Translation: we give up. After years of headlines, revelations, scoops, and other such nonsense, the trial of the decade was off. Explaining how Russia had used Facebook to twist American minds was too much trouble. It was easier to let Prigozhin to continue with his shenanigans while prosecutors attended to more serious matters, such as whether a 62-year-old Connecticut man really threatened to kill House intelligence chairman Adam Schiff.
The emptiness of the entire charade thus stands exposed. Yes, Russians may have pulled a few adolescent tricks on the internet. Yes, Prigozhin may have placed a few inane ads on Facebook.
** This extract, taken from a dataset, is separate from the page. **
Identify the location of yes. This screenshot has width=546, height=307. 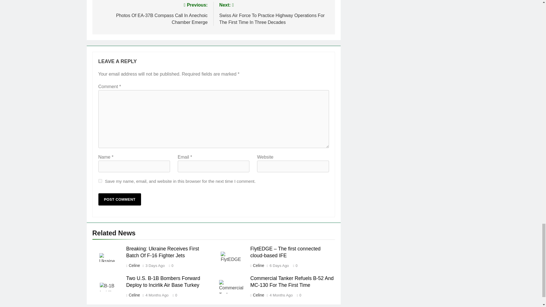
(100, 181).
But, contrary to Mueller and his absurd report, Russian intelligence did not steal thousands of DNC emails – WikiLeaks’s source was entirely different – while the $44,000 that Prigozhin spent on Facebook ads prior to Election Day 2016 had a minimal impact on the outcome. The whole affair didn’t amount to a hill of beans.
Or, to put it another way, the real scandal was the scandal itself, i.e. not what Russiagate revealed about what the Kremlin was up, but what it showed about how intelligence agencies were able to mount a classic disinformation campaign in league with the corporate press. Russiagate had the country in an uproar for years, but now the great unraveling has begun. Hopefully, it will continue until the entire process is laid bare.